Meet the geographer on a mission to bring urban renewal into virtual spaces.
What makes a great videogame city? It’s a question developers and players obsess over, and one that geographer, urban planner and game designer Konstantinos Dimopoulos has positioned himself to answer as a consultant ‘game urbanist’, an expert in the form and function of cities who wants to help virtual ones feel like real places.

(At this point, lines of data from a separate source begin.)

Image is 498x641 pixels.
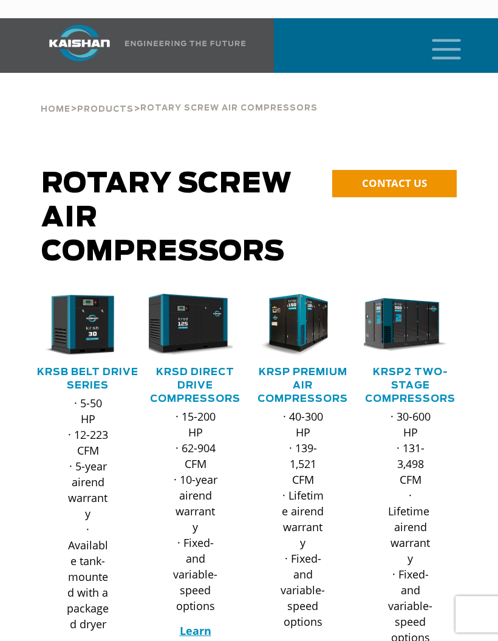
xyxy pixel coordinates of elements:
[34,25,125,61] img: kaishan logo
[41,103,70,114] a: Home
[257,367,348,404] a: KRSP Premium Air Compressors
[280,408,325,629] p: · 40-300 HP · 139-1,521 CFM · Lifetime airend warranty · Fixed- and variable-speed options
[125,41,245,46] img: Engineering the future
[150,367,240,404] a: KRSD Direct Drive Compressors
[41,294,134,356] div: krsb30
[41,106,70,113] span: Home
[41,73,317,119] div: > >
[149,294,242,356] div: krsd125
[354,294,447,356] img: krsp350
[332,170,456,197] a: CONTACT US
[77,103,134,114] a: Products
[427,35,447,56] a: mobile menu
[365,367,455,404] a: KRSP2 Two-Stage Compressors
[362,176,427,190] span: CONTACT US
[256,294,349,356] div: krsp150
[32,294,125,356] img: krsb30
[34,18,246,73] a: Kaishan USA
[140,294,232,356] img: krsd125
[77,106,134,113] span: Products
[364,294,456,356] div: krsp350
[140,104,317,112] span: Rotary Screw Air Compressors
[41,171,292,266] span: Rotary Screw Air Compressors
[37,367,138,390] a: KRSB Belt Drive Series
[173,408,217,614] p: · 15-200 HP · 62-904 CFM · 10-year airend warranty · Fixed- and variable-speed options
[247,294,340,356] img: krsp150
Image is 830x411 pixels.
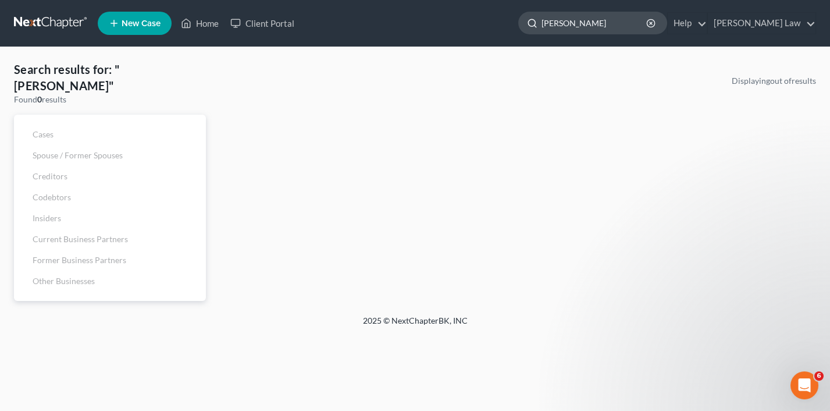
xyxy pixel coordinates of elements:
[14,229,206,250] a: Current Business Partners
[791,371,819,399] iframe: Intercom live chat
[122,19,161,28] span: New Case
[33,276,95,286] span: Other Businesses
[33,255,126,265] span: Former Business Partners
[14,187,206,208] a: Codebtors
[14,145,206,166] a: Spouse / Former Spouses
[33,192,71,202] span: Codebtors
[33,234,128,244] span: Current Business Partners
[14,250,206,271] a: Former Business Partners
[84,315,747,336] div: 2025 © NextChapterBK, INC
[37,94,42,104] strong: 0
[732,75,816,87] div: Displaying out of results
[33,150,123,160] span: Spouse / Former Spouses
[708,13,816,34] a: [PERSON_NAME] Law
[668,13,707,34] a: Help
[225,13,300,34] a: Client Portal
[14,94,206,105] div: Found results
[14,166,206,187] a: Creditors
[33,129,54,139] span: Cases
[14,61,206,94] h4: Search results for: "[PERSON_NAME]"
[14,124,206,145] a: Cases
[14,271,206,292] a: Other Businesses
[33,171,67,181] span: Creditors
[14,208,206,229] a: Insiders
[33,213,61,223] span: Insiders
[542,12,648,34] input: Search by name...
[175,13,225,34] a: Home
[815,371,824,381] span: 6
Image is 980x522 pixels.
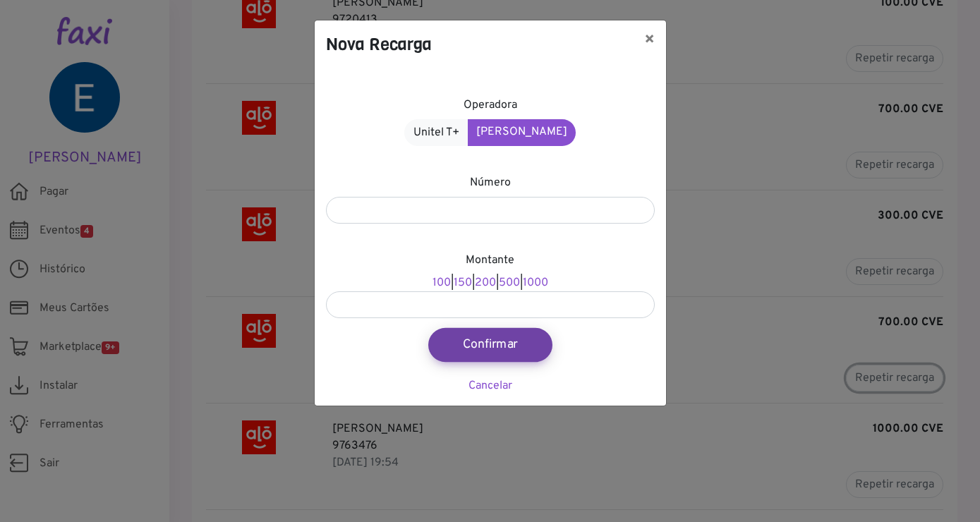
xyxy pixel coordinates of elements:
a: 500 [499,276,520,290]
label: Operadora [464,97,517,113]
a: [PERSON_NAME] [467,119,576,146]
a: 200 [475,276,496,290]
label: Montante [465,252,514,268]
button: × [633,20,666,60]
a: 150 [453,276,472,290]
label: Número [470,174,511,191]
h4: Nova Recarga [326,32,431,57]
div: | | | | [326,252,654,318]
button: Confirmar [428,328,552,362]
a: 1000 [523,276,548,290]
a: Unitel T+ [404,119,468,146]
a: 100 [432,276,451,290]
a: Cancelar [468,379,513,393]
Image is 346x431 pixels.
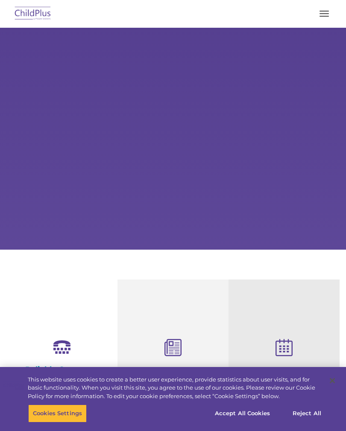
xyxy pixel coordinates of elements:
div: This website uses cookies to create a better user experience, provide statistics about user visit... [28,376,322,401]
h4: Reliable Customer Support [13,365,111,384]
h4: Child Development Assessments in ChildPlus [124,366,222,394]
img: ChildPlus by Procare Solutions [13,4,53,24]
button: Cookies Settings [28,405,87,423]
h4: Free Regional Meetings [235,366,333,376]
button: Accept All Cookies [210,405,274,423]
button: Close [323,371,341,390]
button: Reject All [280,405,333,423]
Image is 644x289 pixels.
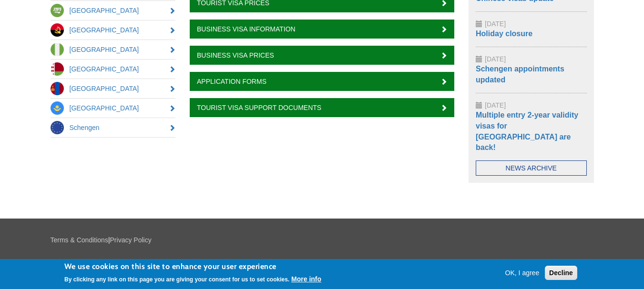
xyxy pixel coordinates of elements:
[475,65,564,84] a: Schengen appointments updated
[50,237,108,244] a: Terms & Conditions
[501,268,543,278] button: OK, I agree
[50,79,176,98] a: [GEOGRAPHIC_DATA]
[485,102,506,109] span: [DATE]
[190,72,454,91] a: Application Forms
[190,98,454,117] a: Tourist Visa Support Documents
[475,111,578,152] a: Multiple entry 2-year validity visas for [GEOGRAPHIC_DATA] are back!
[110,237,151,244] a: Privacy Policy
[544,266,577,280] button: Decline
[190,19,454,39] a: Business Visa Information
[50,20,176,40] a: [GEOGRAPHIC_DATA]
[50,98,176,118] a: [GEOGRAPHIC_DATA]
[190,46,454,65] a: Business Visa Prices
[475,29,532,38] a: Holiday closure
[485,55,506,63] span: [DATE]
[64,261,321,272] h2: We use cookies on this site to enhance your user experience
[291,275,321,284] button: More info
[485,20,506,28] span: [DATE]
[50,60,176,78] a: [GEOGRAPHIC_DATA]
[50,40,176,59] a: [GEOGRAPHIC_DATA]
[50,1,176,20] a: [GEOGRAPHIC_DATA]
[64,276,289,283] p: By clicking any link on this page you are giving your consent for us to set cookies.
[475,160,587,176] a: News Archive
[50,235,594,245] p: |
[50,118,176,137] a: Schengen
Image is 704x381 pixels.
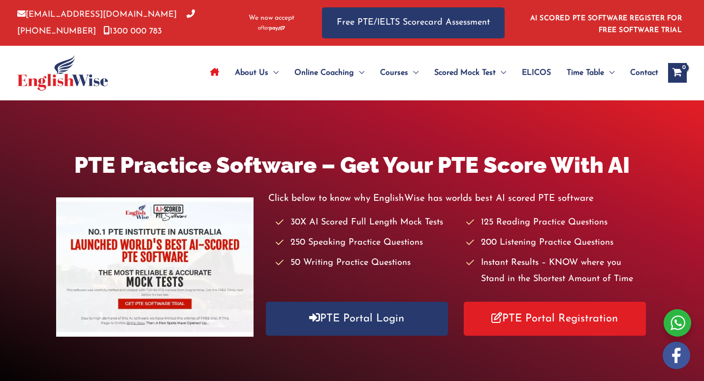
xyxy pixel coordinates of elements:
span: About Us [235,56,268,90]
span: Menu Toggle [408,56,418,90]
span: Scored Mock Test [434,56,496,90]
a: Scored Mock TestMenu Toggle [426,56,514,90]
a: About UsMenu Toggle [227,56,286,90]
span: Online Coaching [294,56,354,90]
p: Click below to know why EnglishWise has worlds best AI scored PTE software [268,191,648,207]
a: AI SCORED PTE SOFTWARE REGISTER FOR FREE SOFTWARE TRIAL [530,15,682,34]
li: 50 Writing Practice Questions [276,255,457,271]
a: Online CoachingMenu Toggle [286,56,372,90]
nav: Site Navigation: Main Menu [202,56,658,90]
span: Courses [380,56,408,90]
span: Menu Toggle [354,56,364,90]
li: 30X AI Scored Full Length Mock Tests [276,215,457,231]
img: pte-institute-main [56,197,253,337]
a: [EMAIL_ADDRESS][DOMAIN_NAME] [17,10,177,19]
aside: Header Widget 1 [524,7,687,39]
a: Free PTE/IELTS Scorecard Assessment [322,7,505,38]
h1: PTE Practice Software – Get Your PTE Score With AI [56,150,647,181]
li: 125 Reading Practice Questions [466,215,647,231]
a: ELICOS [514,56,559,90]
a: 1300 000 783 [103,27,162,35]
a: [PHONE_NUMBER] [17,10,195,35]
a: Contact [622,56,658,90]
a: PTE Portal Login [266,302,448,336]
li: 250 Speaking Practice Questions [276,235,457,251]
span: We now accept [249,13,294,23]
li: 200 Listening Practice Questions [466,235,647,251]
span: Menu Toggle [496,56,506,90]
a: PTE Portal Registration [464,302,646,336]
img: white-facebook.png [663,342,690,369]
a: CoursesMenu Toggle [372,56,426,90]
span: ELICOS [522,56,551,90]
span: Time Table [567,56,604,90]
a: View Shopping Cart, empty [668,63,687,83]
a: Time TableMenu Toggle [559,56,622,90]
img: cropped-ew-logo [17,55,108,91]
span: Menu Toggle [604,56,614,90]
span: Menu Toggle [268,56,279,90]
img: Afterpay-Logo [258,26,285,31]
li: Instant Results – KNOW where you Stand in the Shortest Amount of Time [466,255,647,288]
span: Contact [630,56,658,90]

Think of the Shanghai in Kane & Lynch 2: Dog Days, which despite being the setting for a corridor shooter manages to conjure a sense of a rapidly growing metropolis, taking place in backstreets, building sites and informal markets. “If you think about it, they don’t show you much of it, but they imply tonnes,” says Dimopoulos, who is based in Athens and is currently working remotely on Frogwares’ forthcoming The Sinking City, a game set in a open, Love craft-inspired world. “Obviously, basing it on a real city, things are easier, but having the mastery and understanding to pick what to show, that they did brilliantly.” Or think GTAIV’s Liberty City. “There is something used in cartography called simplification, and it decides how much detail enters the map depending on the map’s scale,” he tells us. “Instead of drawing five buildings, you draw two, and the GTA team did this for New York, simplifying everything in a very cartographic way to a point where they could manage the work it demanded.”